If he was right about this, surely, he is right about everything else also. Surely, we can trust him with our very selves, with our very lives.
And the final thing to say about this is that the resurrection of Jesus gives us hope. Hope that death is not the final word in God’s universe. In perhaps the greatest passage on the resurrection in all of Scripture, 1 Corinthians 15, the Apostle Paul tells us that Jesus’ future is bound up with our own, and that, as Jesus was raised from the dead by the power of the Holy Spirit, so those who put their trust in him to save them from death will be raised up and given everlasting life and joy.
And this, friends, is why we have as our Old Testament reading this morning, Isaiah 65, a vision of a universe completely restored, indeed a vision of this universe interpenetrated by the heavenly realm itself, a new heavens and a new earth, a heavenly Jerusalem, a vision of the life and the world that we have always longed for but perhaps never believed might just be true:
“For behold, I create new heavens,and a new earth,and the former things shall not be rememberedor come to mind.But be glad and rejoice foreverin that which I create;for behold, I create Jerusalem to be a joy,and her people to be a gladness.”Isaiah 62:17-18
The fact is that Jesus’ resurrection is the beginning of this new world, the beginning of the new creation, the pivotal moment at which it was proved beyond doubt that there is a power in the world stronger even than the power of death. What is that power? That power is the love of God.
And, friends, this is the most wonderful thing: even today, even now, especially now upon this Easter morning when we celebrate this joyful happening, we can taste something of that power, that life, that love which would not abandon the soul of Christ to the grave but raised him victoriously in his triumph, never to die again.

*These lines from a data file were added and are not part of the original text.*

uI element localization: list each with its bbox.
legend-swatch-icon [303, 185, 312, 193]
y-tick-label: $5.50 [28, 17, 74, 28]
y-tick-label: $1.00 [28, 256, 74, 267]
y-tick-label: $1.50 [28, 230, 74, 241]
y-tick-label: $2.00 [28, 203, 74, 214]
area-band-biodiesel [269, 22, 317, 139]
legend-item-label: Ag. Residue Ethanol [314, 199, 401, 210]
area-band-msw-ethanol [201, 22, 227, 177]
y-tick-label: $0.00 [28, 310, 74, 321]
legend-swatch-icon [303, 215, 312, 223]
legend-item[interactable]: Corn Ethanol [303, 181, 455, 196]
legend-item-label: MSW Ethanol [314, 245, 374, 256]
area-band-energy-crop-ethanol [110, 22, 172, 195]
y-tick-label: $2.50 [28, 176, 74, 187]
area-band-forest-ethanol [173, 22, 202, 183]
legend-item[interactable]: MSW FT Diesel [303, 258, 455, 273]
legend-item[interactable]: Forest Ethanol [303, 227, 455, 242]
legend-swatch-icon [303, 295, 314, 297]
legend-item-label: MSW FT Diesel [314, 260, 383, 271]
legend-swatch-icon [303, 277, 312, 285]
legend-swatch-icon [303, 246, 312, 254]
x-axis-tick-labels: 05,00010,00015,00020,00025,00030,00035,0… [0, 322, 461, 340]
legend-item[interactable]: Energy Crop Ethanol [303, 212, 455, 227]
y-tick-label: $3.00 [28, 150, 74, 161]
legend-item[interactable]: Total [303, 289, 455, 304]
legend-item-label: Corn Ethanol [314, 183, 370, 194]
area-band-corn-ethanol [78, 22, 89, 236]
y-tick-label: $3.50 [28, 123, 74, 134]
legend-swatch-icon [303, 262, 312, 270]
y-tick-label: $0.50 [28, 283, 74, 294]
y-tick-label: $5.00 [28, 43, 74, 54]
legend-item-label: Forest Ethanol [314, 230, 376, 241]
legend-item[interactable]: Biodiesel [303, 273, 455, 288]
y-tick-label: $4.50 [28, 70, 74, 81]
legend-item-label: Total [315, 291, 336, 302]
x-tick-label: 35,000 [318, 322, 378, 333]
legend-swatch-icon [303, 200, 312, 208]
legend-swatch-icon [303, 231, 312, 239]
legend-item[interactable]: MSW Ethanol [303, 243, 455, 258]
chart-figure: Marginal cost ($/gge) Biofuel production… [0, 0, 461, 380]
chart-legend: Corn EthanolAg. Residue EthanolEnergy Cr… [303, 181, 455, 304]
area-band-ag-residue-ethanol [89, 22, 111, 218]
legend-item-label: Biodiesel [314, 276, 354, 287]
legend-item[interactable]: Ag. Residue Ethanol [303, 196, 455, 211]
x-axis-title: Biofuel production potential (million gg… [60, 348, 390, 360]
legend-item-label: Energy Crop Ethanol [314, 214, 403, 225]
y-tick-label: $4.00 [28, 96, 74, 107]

We taste this power in the joy of our Easter celebration.
Christian, do you suffer? Do you labour? Are you losing the will to go on? Are you in pain? Are you wondering if there is any hope at all in this tired and weary world? Take heart. The tomb is empty. He is not there. He is risen. See the place where they laid him. As the great hymn says: Death is conquered! Man is free! Christ hath won the victory! Alleluia!